Another common source of delay arises when developers and prospective tenants sign letters of intent or enter exclusive negotiation periods but fail to convert those agreements into binding leases. Fermi, a data center developer co‑founded by former Texas governor Rick Perry, disclosed in regulatory filings that its AI server campus in West Texas did not secure tenant leases by the contractual deadline. Business Insider reported that the withdrawing tenant was Amazon Web Services (AWS), and Fermi’s stock subsequently plunged more than 40%.

Such outcomes are not rare. Earlier in the year, Microsoft chose not to sign additional data center agreements with CoreWeave in Texas, and both AWS and Microsoft abandoned plans to lease facilities developed by Applied Digital in North Dakota.
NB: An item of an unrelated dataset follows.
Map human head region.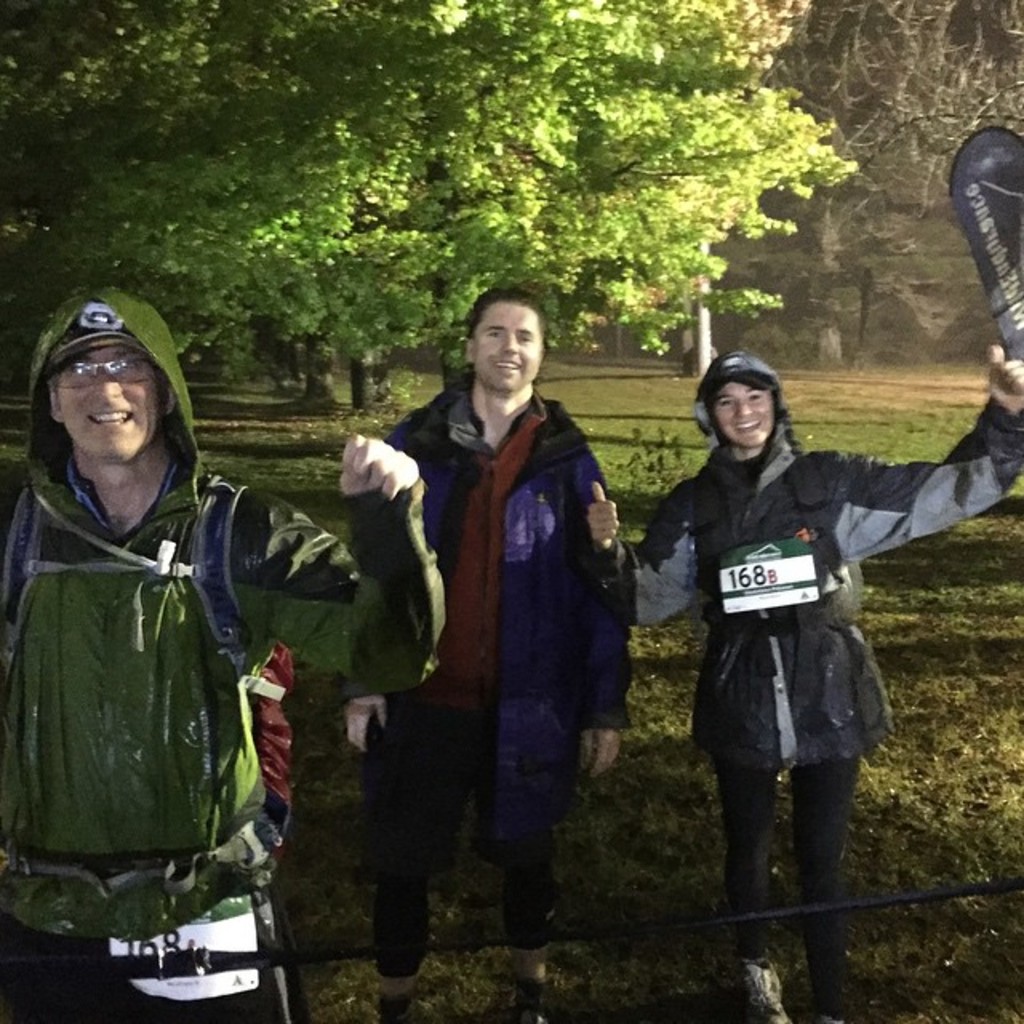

Because lenders typically release large construction loans only after developers obtain binding agreements with top‑tier tenants, letters of intent alone are insufficient to unlock the billions in financing required.

More severe delays involve projects that have already secured funding and advanced into construction. The Information reports that a small number of AI data center developments have experienced repeated problems that led customers to exit binding contracts before completion. These situations threaten project viability. In extreme cases, developers have been forced to offer Nvidia server rentals at half price to retain tenants. Industry veterans note that data center contracts often favor tenants; if facilities fail to meet delivery milestones, customers may be entitled to exit or obtain substantial discounts, undermining the project’s economics. For investors, the central question has shifted from whether delays will occur to whether project teams possess the capability to resolve issues and deliver on schedule.
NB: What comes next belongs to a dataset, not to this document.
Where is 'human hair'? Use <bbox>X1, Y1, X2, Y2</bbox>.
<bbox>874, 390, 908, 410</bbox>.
Confronted with these infrastructure constraints, Nvidia has taken a more proactive stance. Jensen Huang convened roughly 100 executives at the company’s Santa Clara headquarters for a closed meeting focused on electricity as the core constraint on AI expansion. Attendees reportedly included major energy and electrical infrastructure firms such as Schneider, General Electric, Hitachi and Siemens Energy, along with representatives from cloud service providers. Huang emphasized that AI has transformed data centers into factories that consume power to produce intelligence, and he conveyed a clear message: entities that can rapidly expand power supply will capture the next wave of AI demand.

The summit underscored the growing importance of behind‑the‑meter generation. Rather than waiting months or years for public‑grid interconnection, some operators are turning to on‑site generation; OpenAI’s facility in Abilene, Texas, is an example of this approach. Huang also urged the power sector to improve data center energy efficiency to increase the AI output per watt.

Other notable developments in the infrastructure landscape include Alphabet’s acquisition of Intersect for USD 4.75 billion, a deal that secures land adjacent to high‑quality wind, solar and battery resources often described as “electrified land.” At the same time, regulatory scrutiny has intensified, with Vermont Senator Bernie Sanders calling for a pause in AI data center construction. New project collaborations are also emerging: Texas Pacific Land Corporation announced a strategic agreement with Bolt Data & Energy, a company co‑founded by Eric Schmidt, to develop large‑scale data center campuses.

The industry now faces a pivotal test. The capacity to overcome political obstacles, secure robust financing and accelerate delivery of power and critical equipment will determine which operators can scale effectively and which projects will falter amid the growing complexity of AI infrastructure deployment.